Carroll County State’s Attorney Haven Shoemaker is calling out Maryland Attorney General Anthony Brown, alleging that he is “poaching” and luring away prosecutors from Carroll to work for the state.

Shoemaker sent a news release Monday morning, claiming that since 2020, eight of Carroll’s 22 prosecutors have resigned and gone to work for the state attorney general’s office.

Shoemaker took office in January 2023, and said during his tenure, Brown’s office has lured three prosecutors away. Brown also took office in January 2023. The Carroll office has three open positions for prosecutors, Shoemaker said.

“Just this calendar year, we’ve lost an up-and-coming District Court prosecutor, our District Court chief, who had been here 19-and-a-half years, and now our felony narcotics prosecutor,” he said. “That’s three, all to the attorney general’s office. Since 2020, we’ve lost eight to the attorney general’s office, which, thanks to its enablers in the legislature, offer better pay and more work-from-home days.”

Brown’s office did not immediately issue a response or comment on Shoemaker’s claims.

Shoemaker said since taking office he has seen the state office “poach and plunder” prosecutors from jurisdictions throughout the state. He declined to give specific examples.

“I don’t want to get too specific, but in several instances, the attorney general’s office has actively recruited my prosecutors to fill the additional positions that the legislature keeps giving them,” he said.

Shoemaker, a Republican, stated in the news release that he blames Democratic lawmakers in the Maryland General Assembly for giving Brown, a Democrat, the OK to take experienced staff from the Carroll office.

“The Democrat-controlled General Assembly likewise has not only turned a blind eye, but has aided and abetted Brown by giving him money and by enacting jurisdiction-stripping legislation,” Shoemaker states. “This empire building in Baltimore has come at the expense of local, duly elected prosecutors in Maryland’s 23 counties and Baltimore City.”

Shoemaker states that while Annapolis lawmakers provide Brown’s office with funding needed to “accomplish his mission,” they in turn slap local offices with mandates and no money to accomplish them.

“The first shot across the bow occurred when the legislature created the Independent Investigation Unit within the Office of the Attorney General in 2021, as part of a large package of police accountability and reform bills,” he states. “The (Independent Investigation Unit) investigates all police-involved incidents that result in the death of an individual or injuries that are likely to result in the death of an individual occurring in Maryland.”

Shoemaker said local offices must now decide whether a police officer’s conduct crossed the line, which constitutes a criminal violation.
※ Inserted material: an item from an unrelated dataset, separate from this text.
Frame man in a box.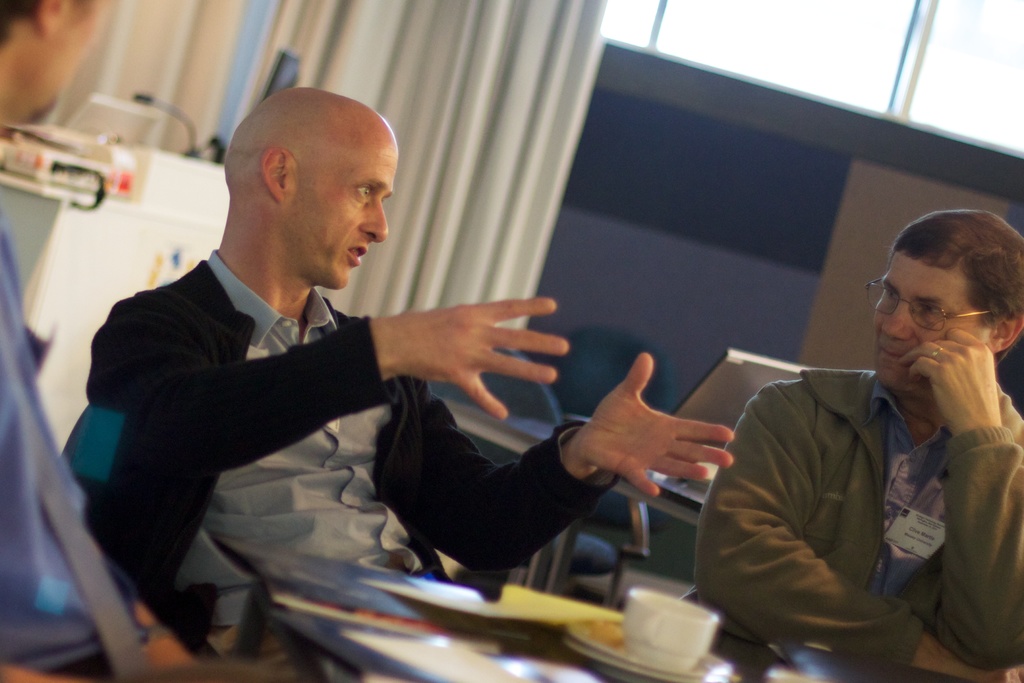
(79, 81, 727, 679).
“This type of review requires seasoned prosecutors who know the law, the lay of the land, and police policies and procedures,” he said. “The easiest way to staff such a unit, of course, would be to snatch able-bodied prosecutors from one of the 24 local jurisdictions.”

Shoemaker also claims Democrats want to require local jurisdictions to gather what he calls an “exhaustive” list of demographic data regarding each prosecution, all in the name of transparency.

“The cost of gathering such data in terms of money and manpower is staggering and would require (if enacted) most of the state’s attorneys’ office in Maryland to pay hundreds of thousands, if not millions of dollars, to modify their case management software or buy new systems to comply,” he said. “The amount offered by Annapolis to help offset these costs — a paltry $1 million for all of the State’s 24 subdivisions, would not fund these changes for even a single jurisdiction.”

Shoemaker contends that hiring experienced prosecutors to replace those who have left is not easy.

“In today’s competitive job market, it is extremely difficult to find even an entry-level attorney who wants to be a prosecutor, much less an experienced litigator with jury trial experience who can work cooperatively with law enforcement to take dangerous drug dealers off our streets,” he said.

Entry level prosecutors in the Carroll office earn an annual salary of $80,000. Salaries increase as they gain experience and responsibility.